CoE Articles

Research at the CoE-FS in 2022

Published December 31, 2022, by Carla Bernardo

Professor Julian May, co-PI of the CoE-FS’s Programme 1, examining food supplies in the home of Brenda Siko, who runs an unregistered early childhood development centre in Worcester’s Mandela Square informal settlement. Photo: Ashraf Hendricks.

The CoE‑FS undertakes research, capacity building, multi-stakeholder dialogue, and policy advocacy on how sustainable food systems can achieve food and nutrition security for all. The objective of this work is to improve people’s nutritional status by linking innovative science with critical inquiry and implementation strategies.
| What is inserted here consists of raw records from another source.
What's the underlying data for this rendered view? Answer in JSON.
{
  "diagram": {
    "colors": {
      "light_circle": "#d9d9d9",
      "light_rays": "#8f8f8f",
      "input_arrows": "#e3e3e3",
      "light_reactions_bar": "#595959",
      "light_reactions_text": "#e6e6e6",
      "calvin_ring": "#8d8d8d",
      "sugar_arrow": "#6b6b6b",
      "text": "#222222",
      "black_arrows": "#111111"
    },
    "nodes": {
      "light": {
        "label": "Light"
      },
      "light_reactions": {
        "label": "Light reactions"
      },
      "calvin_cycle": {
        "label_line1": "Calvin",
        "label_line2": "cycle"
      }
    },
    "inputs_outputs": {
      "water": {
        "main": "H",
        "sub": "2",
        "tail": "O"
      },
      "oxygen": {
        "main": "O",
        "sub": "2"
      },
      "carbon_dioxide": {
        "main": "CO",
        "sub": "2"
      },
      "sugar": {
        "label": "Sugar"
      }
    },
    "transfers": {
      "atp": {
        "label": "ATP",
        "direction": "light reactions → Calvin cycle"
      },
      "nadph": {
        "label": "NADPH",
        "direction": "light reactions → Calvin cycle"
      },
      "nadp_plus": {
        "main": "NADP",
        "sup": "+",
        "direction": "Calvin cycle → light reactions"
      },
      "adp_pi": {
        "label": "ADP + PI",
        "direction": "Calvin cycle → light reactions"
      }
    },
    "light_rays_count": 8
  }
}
Three areas of work are prioritised as follows:

  1. Multi‑level governance and policy dialogues to create a sound and resilient food system at the global, national and local levels
  2. Innovation for the sustainability, productivity and utilisation of indigenous African and other locally available foods that affect food security
  3. Quantity, quality, diversity and safety of diets in relation to all forms of malnutrition.
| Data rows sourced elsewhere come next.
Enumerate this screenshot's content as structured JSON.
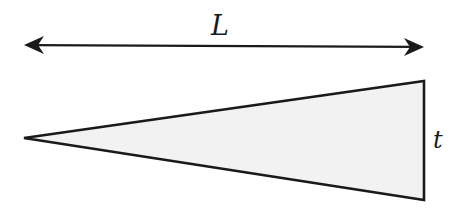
{
  "diagram": {
    "labels": {
      "length": "L",
      "thickness": "t"
    },
    "colors": {
      "stroke": "#1a1a1a",
      "fill": "#f2f2f2",
      "background": "#ffffff"
    },
    "shapes": {
      "dimension_arrow": {
        "x1": 24,
        "y1": 45,
        "x2": 424,
        "y2": 47,
        "double_headed": true
      },
      "wedge": {
        "apex": [
          24,
          138
        ],
        "top_right": [
          424,
          81
        ],
        "bottom_right": [
          424,
          200
        ]
      }
    }
  }
}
Crosscutting themes are a humanities perspective to explore the complex, dynamic and diverse relationships between food and human beings; a food systems perspective; addressing the complexities of the production, processing, marketing, distribution and consumption of food with consideration of the environmental impacts of the food system; and a social protection and poverty reduction perspective concerned with the causes and consequences of, and solutions to multiple deprivations.

The six areas of research adopted and endorsed by the CoE-FS’s Steering Commitee in 2015, and approved by the National Research Foundation (NRF) in 2016, remain the focus of our work in 202.
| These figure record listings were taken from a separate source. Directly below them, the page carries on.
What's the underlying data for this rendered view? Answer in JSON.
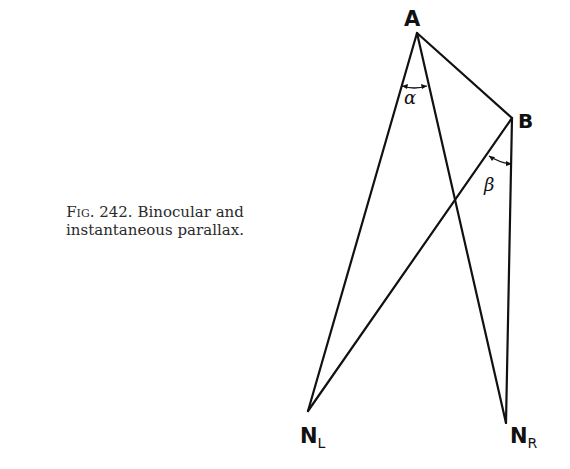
{
  "figure": {
    "caption_prefix": "Fig.",
    "caption_number": "242.",
    "caption_line1": "Binocular and",
    "caption_line2": "instantaneous parallax.",
    "points": {
      "A": {
        "label": "A",
        "x": 417,
        "y": 33
      },
      "B": {
        "label": "B",
        "x": 512,
        "y": 118
      },
      "NL": {
        "label": "N",
        "sub": "L",
        "x": 308,
        "y": 411
      },
      "NR": {
        "label": "N",
        "sub": "R",
        "x": 506,
        "y": 423
      }
    },
    "angles": [
      {
        "symbol": "α",
        "at": "A",
        "between": [
          "A-NL",
          "A-NR"
        ]
      },
      {
        "symbol": "β",
        "at": "B",
        "between": [
          "B-NL",
          "B-NR"
        ]
      }
    ],
    "line_color": "#111111"
  }
}
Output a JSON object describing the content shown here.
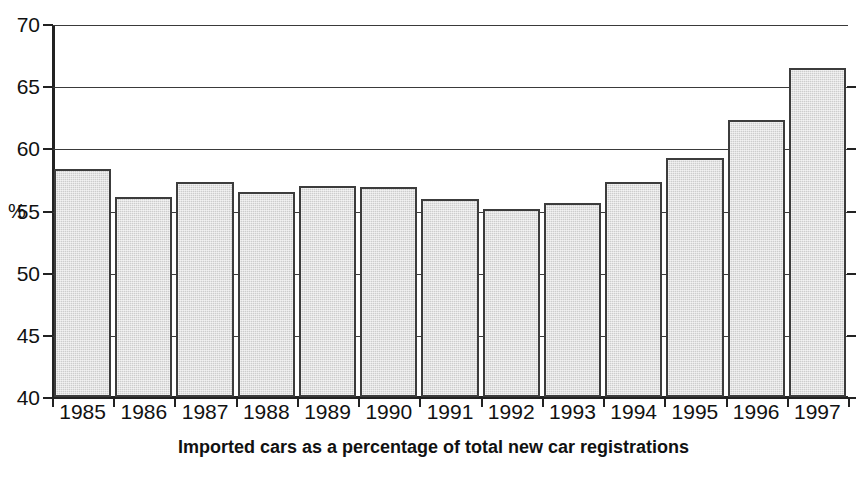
{
  "chart_data": {
    "type": "bar",
    "title": "Imported cars as a percentage of total new car registrations",
    "xlabel": "",
    "ylabel": "%",
    "ylim": [
      40,
      70
    ],
    "yticks": [
      40,
      45,
      50,
      55,
      60,
      65,
      70
    ],
    "grid": true,
    "legend": false,
    "categories": [
      "1985",
      "1986",
      "1987",
      "1988",
      "1989",
      "1990",
      "1991",
      "1992",
      "1993",
      "1994",
      "1995",
      "1996",
      "1997"
    ],
    "values": [
      58.3,
      56.1,
      57.3,
      56.5,
      57.0,
      56.9,
      55.9,
      55.1,
      55.6,
      57.3,
      59.2,
      62.3,
      66.5
    ],
    "series": [
      {
        "name": "Imported cars share of new car registrations",
        "values": [
          58.3,
          56.1,
          57.3,
          56.5,
          57.0,
          56.9,
          55.9,
          55.1,
          55.6,
          57.3,
          59.2,
          62.3,
          66.5
        ]
      }
    ],
    "bar_fill_color": "#cdcdcd",
    "bar_edge_color": "#3c3c3c",
    "axis_color": "#222222",
    "gridline_color": "#3a3a3a",
    "background_color": "#ffffff"
  },
  "axis": {
    "y_label": "%",
    "y_tick_labels": [
      "70",
      "65",
      "60",
      "55",
      "50",
      "45",
      "40"
    ],
    "x_tick_labels": [
      "1985",
      "1986",
      "1987",
      "1988",
      "1989",
      "1990",
      "1991",
      "1992",
      "1993",
      "1994",
      "1995",
      "1996",
      "1997"
    ]
  },
  "caption": {
    "text": "Imported cars as a percentage of total new car registrations"
  }
}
The three research questions that inform the scope of work for the CoE‑FS’s research activities are:

  • How is the global and national food system changing and how does this affect the sustainability, availability, access, and attributes of food?
  • Who are the ‘food insecure’, where are they located, what are their choices, strategies, and opportunities when seeking food security, health, and well‑being, and how do these changes in response to the changing food system?
  • What policies, technologies, interventions, and products enable access to affordable and nutritious and safe food in ecological, economic, social, and politically sustainable ways?

In 2022, the CoE‑FS retained its programme principal investigators (PIs) drawn from the two host institutions and consortium partners, based on relative strengths in each area in a supportive context:

These PIs form the CoE‑FS’s Management Committee. The research programme of the CoE‑FS is undertaken as projects within multidisciplinary programmes, and synthesised at the core through transdisciplinary analysis. Find out more about each programme, and its respective projects below:

  • Programme 1: Food Systems, Governance and Policy
  • Programme 2: Innovation and Technology
  • Programme 3: Nutrition, Health and Safety for Food Security
  • Leverage project: SA–UK Bilateral Research Chair in Social Protection for Food Security in South Africa
  • Leverage project: Partnerships for Healthy Diets and Nutrition in Urban African Food Systems – Evidence and Strategies (NOURICITY)
  • Leverage project: Exploring Food System Transformations in Rapidly Changing African Cities (Food4Cities)
  • UNESCO Chair in African Food Systems
  • Leverage project: Infant and Young Child Feeding Advocacy (IYCF) project.